At the Offertory, we surrender to Jesus in the Jesus Process within us when we recall Jesus at the Last Supper preparing his heart for self-giving by washing the feet of the Apostles. We know that we too must prepare our hearts for self-giving to join Jesus’ self-giving at the Consecration. So we offer up bread and wine as symbols of our lives, and pray that this offering will prepare our hearts for sacrifice in union with Jesus and life in the Beloved Community.

At the Consecration, when the priest offers up the Consecrated Bread and Wine, he offers the Risen Jesus and us as members of the Body of Christ. We must surrender to the Jesus in the Jesus Process within us as he takes us down the descending way of Divine Love with him to make us share in the sacrifice of the Mass. With Jesus, we too are sacrificed for our sisters and brothers. We must ask the Risen Jesus for the Spirit’s power to live our self-gift to God and others in the Beloved Community.

At Holy Communion, we must surrender to the Jesus in the Jesus Process within as he takes us down the descending way of Divine Love with him to make us Eucharist with him. We receive the Body of Christ and our sisters and brothers in the Body of Christ receive us as bread to eat and wine to drink, uniting us all in solidarity to become the Eucharistic community, the Beloved Community. 

Conclusion. The ritual of the Mass is at the heart of our faith. For it is a dramatization of our Christian beliefs. The challenge is to enter deeply into that drama to create the Beloved Community. However, we celebrate it in the context of public worship. As necessary as that must be, the problem is that public worship orients us toward the external action of the Mass.

To engage in spirituality that recreates us to create the Beloved Community, we must re-orient our experience of the Mass by taking a contemplative approach to it. We must bring to bear our spirituality—our wonder at the mystery we celebrate, our intentionality for self-transformation, our surrender to Jesus in the Jesus Process who brings about our transformation from the inside out.
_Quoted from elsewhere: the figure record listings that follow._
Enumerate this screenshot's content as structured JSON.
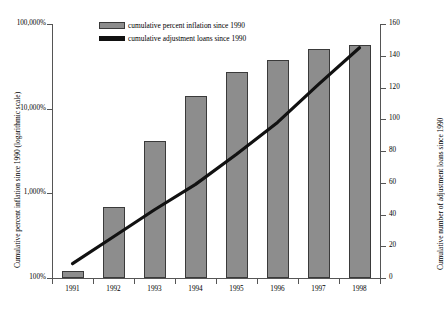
{
  "chart_data": {
    "type": "bar",
    "title": "",
    "xlabel": "",
    "categories": [
      "1991",
      "1992",
      "1993",
      "1994",
      "1995",
      "1996",
      "1997",
      "1998"
    ],
    "grid": false,
    "legend_position": "top-center",
    "axes": {
      "left": {
        "label": "Cumulative percent inflation since 1990 (logarithmic scale)",
        "scale": "log",
        "ticks": [
          "100%",
          "1,000%",
          "10,000%",
          "100,000%"
        ],
        "tick_values": [
          100,
          1000,
          10000,
          100000
        ],
        "ylim": [
          100,
          100000
        ]
      },
      "right": {
        "label": "Cumulative number of adjustment loans since 1990",
        "scale": "linear",
        "ticks": [
          "0",
          "20",
          "40",
          "60",
          "80",
          "100",
          "120",
          "140",
          "160"
        ],
        "tick_values": [
          0,
          20,
          40,
          60,
          80,
          100,
          120,
          140,
          160
        ],
        "ylim": [
          0,
          160
        ]
      }
    },
    "series": [
      {
        "name": "cumulative percent inflation since 1990",
        "type": "bar",
        "axis": "left",
        "color": "#8d8d8d",
        "values": [
          120,
          690,
          4100,
          14000,
          27000,
          38000,
          50000,
          56000
        ]
      },
      {
        "name": "cumulative adjustment loans since 1990",
        "type": "line",
        "axis": "right",
        "color": "#111111",
        "values": [
          9,
          26,
          43,
          59,
          78,
          98,
          122,
          145
        ]
      }
    ]
  },
  "legend": {
    "items": [
      {
        "label": "cumulative percent inflation since 1990",
        "marker": "bar-swatch"
      },
      {
        "label": "cumulative adjustment loans since 1990",
        "marker": "line-swatch"
      }
    ]
  }
}
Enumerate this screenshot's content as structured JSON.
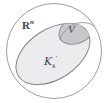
{
  "figure": {
    "kind": "set-containment-venn-diagram",
    "background_color": "#ffffff",
    "stroke_color": "#8a8a90",
    "ambient_sets": {
      "outer": {
        "name": "ambient-space-circle",
        "label_base": "R",
        "label_superscript": "n",
        "label_full": "Rⁿ",
        "fill": "#ffffff",
        "stroke": "#9a9aa0",
        "cx": 54,
        "cy": 51,
        "rx": 48,
        "ry": 47
      },
      "middle": {
        "name": "cone-set-ellipse",
        "label_base": "K",
        "label_subscript": "k",
        "label_prime": "′",
        "label_full": "𝒦ₖ′",
        "fill": "#ededef",
        "stroke": "#86868c",
        "cx": 53,
        "cy": 54,
        "rx": 41,
        "ry": 25,
        "rotation_deg": -33
      },
      "inner": {
        "name": "subset-region-v",
        "label_base": "V",
        "label_full": "V",
        "fill": "#c9c9cd",
        "stroke": "#8e8e94",
        "cx": 76,
        "cy": 31,
        "rx": 17,
        "ry": 12,
        "rotation_deg": -28
      }
    },
    "labels": {
      "ambient": "R",
      "ambient_sup": "n",
      "cone": "K",
      "cone_sub": "k",
      "cone_prime": "′",
      "subset": "V"
    }
  }
}
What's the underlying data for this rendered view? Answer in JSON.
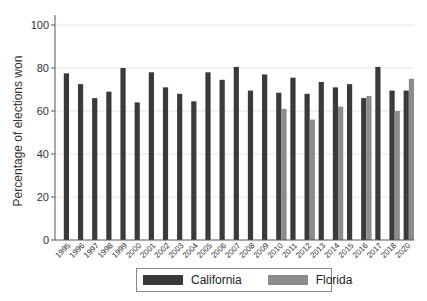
{
  "chart_data": {
    "type": "bar",
    "title": "",
    "xlabel": "",
    "ylabel": "Percentage of elections won",
    "ylim": [
      0,
      100
    ],
    "yticks": [
      0,
      20,
      40,
      60,
      80,
      100
    ],
    "grid": true,
    "legend_position": "bottom",
    "categories": [
      "1995",
      "1996",
      "1997",
      "1998",
      "1999",
      "2000",
      "2001",
      "2002",
      "2003",
      "2004",
      "2005",
      "2006",
      "2007",
      "2008",
      "2009",
      "2010",
      "2011",
      "2012",
      "2013",
      "2014",
      "2015",
      "2016",
      "2017",
      "2018",
      "2020"
    ],
    "series": [
      {
        "name": "California",
        "color": "#3a3a3a",
        "values": [
          77.5,
          72.5,
          66,
          69,
          80,
          64,
          78,
          71,
          68,
          64.5,
          78,
          74.5,
          80.5,
          69.5,
          77,
          68.5,
          75.5,
          68,
          73.5,
          71,
          72.5,
          66,
          80.5,
          69.5,
          69.5
        ]
      },
      {
        "name": "Florida",
        "color": "#8c8c8c",
        "values": [
          null,
          null,
          null,
          null,
          null,
          null,
          null,
          null,
          null,
          null,
          null,
          null,
          null,
          null,
          null,
          61,
          null,
          56,
          null,
          62,
          null,
          67,
          null,
          60,
          75
        ]
      }
    ]
  },
  "legend": {
    "items": [
      {
        "label": "California",
        "color": "#3a3a3a"
      },
      {
        "label": "Florida",
        "color": "#8c8c8c"
      }
    ]
  }
}
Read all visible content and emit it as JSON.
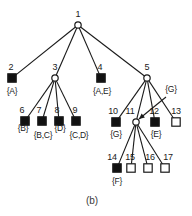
{
  "figure": {
    "caption": "(b)",
    "caption_pos": {
      "x": 92,
      "y": 200
    },
    "width": 192,
    "height": 216,
    "background": "#ffffff",
    "stroke_color": "#1a1a1a",
    "fill_solid": "#111111",
    "fill_open": "#ffffff"
  },
  "nodes": [
    {
      "id": "1",
      "shape": "circle",
      "x": 78,
      "y": 25,
      "label_x": 78,
      "label_y": 14,
      "set": null,
      "set_x": null,
      "set_y": null
    },
    {
      "id": "2",
      "shape": "filled-square",
      "x": 12,
      "y": 78,
      "label_x": 11,
      "label_y": 67,
      "set": "{A}",
      "set_x": 12,
      "set_y": 91
    },
    {
      "id": "3",
      "shape": "circle",
      "x": 55,
      "y": 78,
      "label_x": 55,
      "label_y": 67,
      "set": null,
      "set_x": null,
      "set_y": null
    },
    {
      "id": "4",
      "shape": "filled-square",
      "x": 101,
      "y": 78,
      "label_x": 100,
      "label_y": 67,
      "set": "{A,E}",
      "set_x": 102,
      "set_y": 91
    },
    {
      "id": "5",
      "shape": "circle",
      "x": 147,
      "y": 78,
      "label_x": 147,
      "label_y": 67,
      "set": "{G}",
      "set_x": 171,
      "set_y": 89
    },
    {
      "id": "6",
      "shape": "filled-square",
      "x": 25,
      "y": 121,
      "label_x": 22,
      "label_y": 110,
      "set": "{B}",
      "set_x": 23,
      "set_y": 128
    },
    {
      "id": "7",
      "shape": "filled-square",
      "x": 42,
      "y": 121,
      "label_x": 39,
      "label_y": 110,
      "set": "{B,C}",
      "set_x": 43,
      "set_y": 135
    },
    {
      "id": "8",
      "shape": "filled-square",
      "x": 59,
      "y": 121,
      "label_x": 57,
      "label_y": 110,
      "set": "{D}",
      "set_x": 60,
      "set_y": 128
    },
    {
      "id": "9",
      "shape": "filled-square",
      "x": 76,
      "y": 121,
      "label_x": 75,
      "label_y": 110,
      "set": "{C,D}",
      "set_x": 79,
      "set_y": 135
    },
    {
      "id": "10",
      "shape": "filled-square",
      "x": 116,
      "y": 122,
      "label_x": 113,
      "label_y": 111,
      "set": "{G}",
      "set_x": 116,
      "set_y": 134
    },
    {
      "id": "11",
      "shape": "circle",
      "x": 136,
      "y": 122,
      "label_x": 130,
      "label_y": 111,
      "set": null,
      "set_x": null,
      "set_y": null
    },
    {
      "id": "12",
      "shape": "filled-square",
      "x": 155,
      "y": 122,
      "label_x": 154,
      "label_y": 111,
      "set": "{E}",
      "set_x": 156,
      "set_y": 134
    },
    {
      "id": "13",
      "shape": "open-square",
      "x": 176,
      "y": 122,
      "label_x": 176,
      "label_y": 111,
      "set": null,
      "set_x": null,
      "set_y": null
    },
    {
      "id": "14",
      "shape": "filled-square",
      "x": 117,
      "y": 168,
      "label_x": 112,
      "label_y": 157,
      "set": "{F}",
      "set_x": 117,
      "set_y": 181
    },
    {
      "id": "15",
      "shape": "open-square",
      "x": 131,
      "y": 168,
      "label_x": 130,
      "label_y": 157,
      "set": null,
      "set_x": null,
      "set_y": null
    },
    {
      "id": "16",
      "shape": "open-square",
      "x": 148,
      "y": 168,
      "label_x": 150,
      "label_y": 157,
      "set": null,
      "set_x": null,
      "set_y": null
    },
    {
      "id": "17",
      "shape": "open-square",
      "x": 165,
      "y": 168,
      "label_x": 168,
      "label_y": 157,
      "set": null,
      "set_x": null,
      "set_y": null
    }
  ],
  "edges": [
    {
      "from": "1",
      "to": "2"
    },
    {
      "from": "1",
      "to": "3"
    },
    {
      "from": "1",
      "to": "4"
    },
    {
      "from": "1",
      "to": "5"
    },
    {
      "from": "3",
      "to": "6"
    },
    {
      "from": "3",
      "to": "7"
    },
    {
      "from": "3",
      "to": "8"
    },
    {
      "from": "3",
      "to": "9"
    },
    {
      "from": "5",
      "to": "10"
    },
    {
      "from": "5",
      "to": "11"
    },
    {
      "from": "5",
      "to": "12"
    },
    {
      "from": "5",
      "to": "13"
    },
    {
      "from": "11",
      "to": "14"
    },
    {
      "from": "11",
      "to": "15"
    },
    {
      "from": "11",
      "to": "16"
    },
    {
      "from": "11",
      "to": "17"
    }
  ],
  "annotation_arrow": {
    "name": "g-label-pointer",
    "from_x": 166,
    "from_y": 97,
    "to_x": 139,
    "to_y": 119
  }
}
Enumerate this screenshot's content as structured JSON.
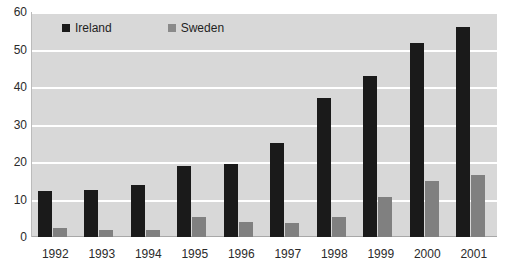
{
  "chart_data": {
    "type": "bar",
    "title": "",
    "subtitle": "",
    "xlabel": "",
    "ylabel": "",
    "categories": [
      "1992",
      "1993",
      "1994",
      "1995",
      "1996",
      "1997",
      "1998",
      "1999",
      "2000",
      "2001"
    ],
    "series": [
      {
        "name": "Ireland",
        "color": "#1a1a1a",
        "values": [
          12.3,
          12.5,
          14.0,
          19.0,
          19.5,
          25.0,
          37.0,
          43.0,
          51.8,
          56.0
        ]
      },
      {
        "name": "Sweden",
        "color": "#808080",
        "values": [
          2.3,
          1.8,
          1.9,
          5.3,
          4.0,
          3.8,
          5.3,
          10.8,
          15.0,
          16.5
        ]
      }
    ],
    "ylim": [
      0,
      60
    ],
    "yticks": [
      0,
      10,
      20,
      30,
      40,
      50,
      60
    ],
    "ytick_labels": [
      "0",
      "10",
      "20",
      "30",
      "40",
      "50",
      "60"
    ],
    "grid": true,
    "grid_color": "#ffffff",
    "legend_position": "top-left-inside",
    "plot_background": "#d8d8d8",
    "figure_background": "#ffffff"
  },
  "legend": {
    "items": [
      {
        "label": "Ireland",
        "swatch": "legend-swatch-ireland"
      },
      {
        "label": "Sweden",
        "swatch": "legend-swatch-sweden"
      }
    ]
  }
}
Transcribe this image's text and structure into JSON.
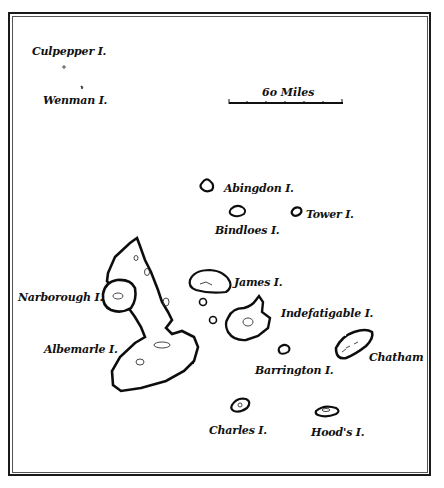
{
  "map": {
    "scale": {
      "label": "6o Miles"
    },
    "islands": [
      {
        "id": "culpepper",
        "label": "Culpepper I."
      },
      {
        "id": "wenman",
        "label": "Wenman I."
      },
      {
        "id": "abingdon",
        "label": "Abingdon I."
      },
      {
        "id": "bindloes",
        "label": "Bindloes I."
      },
      {
        "id": "tower",
        "label": "Tower I."
      },
      {
        "id": "narborough",
        "label": "Narborough I."
      },
      {
        "id": "james",
        "label": "James I."
      },
      {
        "id": "indefatigable",
        "label": "Indefatigable I."
      },
      {
        "id": "albemarle",
        "label": "Albemarle I."
      },
      {
        "id": "barrington",
        "label": "Barrington I."
      },
      {
        "id": "chatham",
        "label": "Chatham"
      },
      {
        "id": "charles",
        "label": "Charles I."
      },
      {
        "id": "hoods",
        "label": "Hood's I."
      }
    ],
    "colors": {
      "ink": "#111111",
      "paper": "#ffffff",
      "shading": "#555555"
    }
  }
}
Only then will we be able to experience the Mass as the medium for accomplishing Jesus’ goal of creating the Beloved Community.

Signs of the Beloved Community in the process of becoming are seen in the way we offer the Kiss of Peace and the way we greet and relate to one another after Mass. But the truly Beloved Community does not turn in on itself. Rather, it radiates out the Spirit of Jesus to the larger community of society.

(See Hymn, Dance of the Mass, which focuses on Jesus’ Love Meal under Music on the masthead.)